What sort of tools do you use to make your music?  

Disappointingly, everything is finished end to end in Ableton. I wish I had a hardware setup worth speaking about, but because the time I spend making music is always precious (and in short supply) I use whatever means have the least friction, which essentially is just a laptop with lots of plugins.

The challenge has been how to get something that feels tactile and human out of such a sterile setup.

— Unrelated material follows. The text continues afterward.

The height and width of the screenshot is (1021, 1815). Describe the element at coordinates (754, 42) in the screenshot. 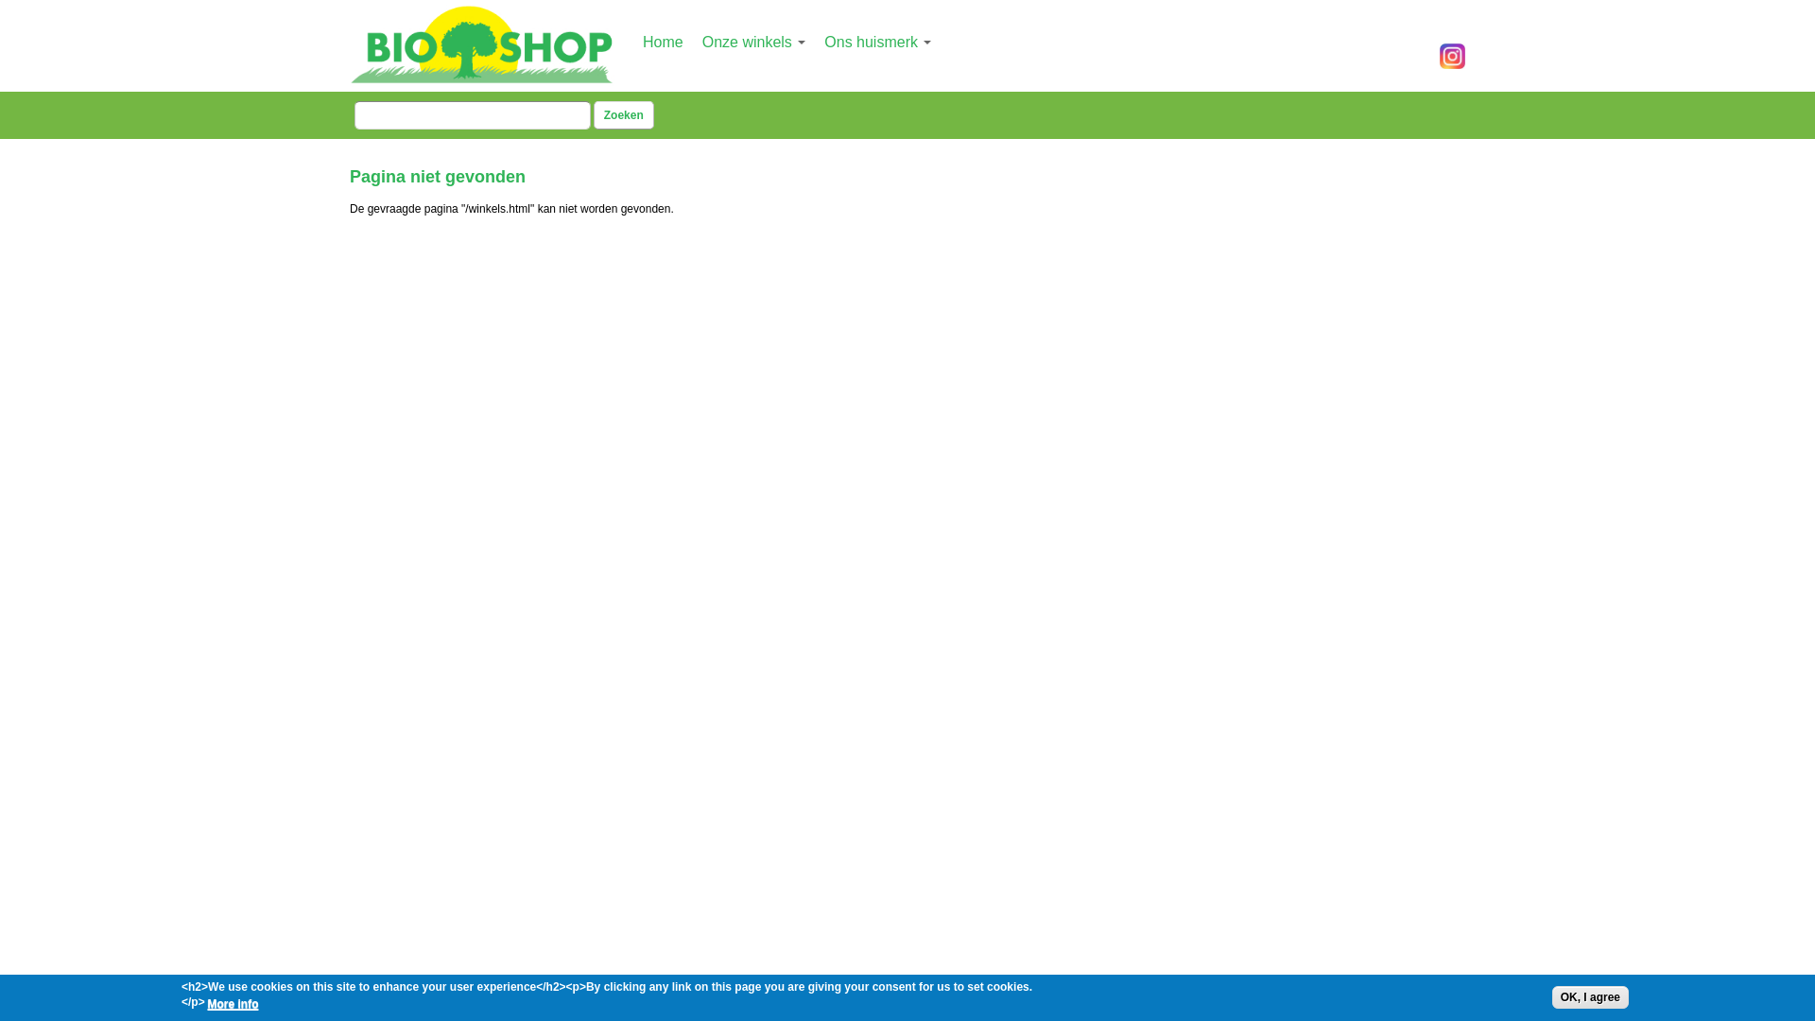

I see `Onze winkels` at that location.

A lot of what I do initially is create something that feels really pristine and expensive sounding, and then flatten all the layers, swap things out and patch them back together, almost like a remix of myself, until eventually that original pass is just the thread holding an amalgamation of all these tiny pieces together. 

It’s really about getting completely out of the way and letting an idea pass through me, and not letting my own notion of what it should be or who it should be for skew what it becomes along the way.

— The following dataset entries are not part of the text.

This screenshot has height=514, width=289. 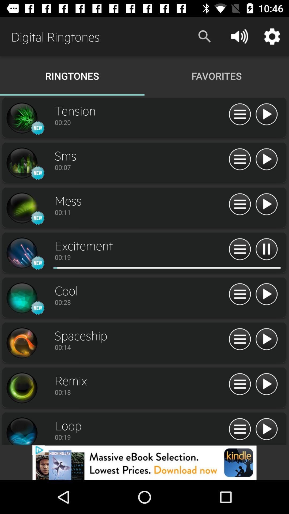 I want to click on menu icon, so click(x=240, y=429).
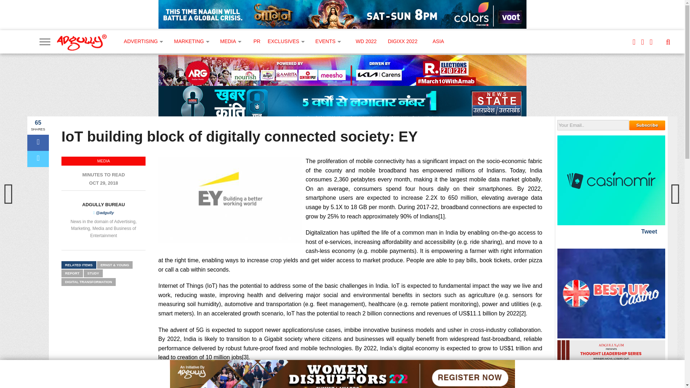  I want to click on Share on Facebook, so click(38, 143).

What’s your background in terms of music making?

I have a background in classical cello, bass, and drums, but I would have to credit the start of both design and music to pirated software at age 12. If this is any indication of my personality, my starting place wasn’t making something new as much as removing things I didn’t like—a musical bridge that felt extraneous, or a snare that didn’t gel (at least to me), and going from there—edits to remixes, to pulling the samples out altogether and filling them with something new entirely.

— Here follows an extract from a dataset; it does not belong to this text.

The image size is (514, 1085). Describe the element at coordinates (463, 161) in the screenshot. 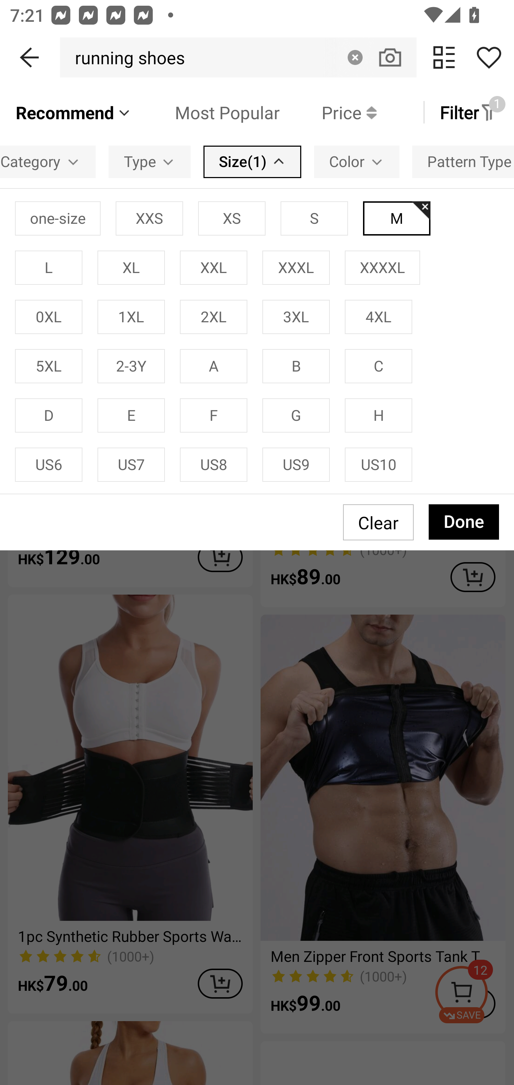

I see `Pattern Type` at that location.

What was the thinking behind the single design? Who’s the wee character? How did you make it?

The whole record is sort of an exploration of this idea of substance without pretense. I can’t be the only person who likes Basinski and Skrillex, Soufflé and Funfetti. Because the record is on the more challenging/experimental side, I wanted the art to feel more familiar.

So the design started with looking back at the visual vernacular of my childhood in Ohio—firework packaging, Calvin Peeing, Frisch’s Big Boy, etc. and creating something that felt a part of that world. The process was really just pulling lots of references, sketching him out and roughing him up a bit.

How do you find it setting yourself a design brief, and sort of being your own client?

Having yourself as a client is a really interesting, painful experience. It forced me to start to figure out what my visual style is without anything else to really lean on or jump-start the conversation. I think it’s way more challenging to stare at a blank canvas and create something than to be handed a brief, but it’s been fun to explore and has definitely informed the way I work with clients to better articulate and express ideas of their own, it’s not easy.

What advice would you give to young designers and grads who are looking to set up on their own?  

I think I’m probably too early in the founding stage of the studio to offer any meaningful advice to business-building, but on a personal level my advice would be not to let anyone set a pace for you.

It’s important to have goals, and the respect of your peers and mentors, but titles are a construct within a studio that have no real meaning out in the world. Validation has to come from inside. You are the star of your own movie, but you’re just an extra in everyone else’s, so free yourself from getting wrapped up looking for their approval.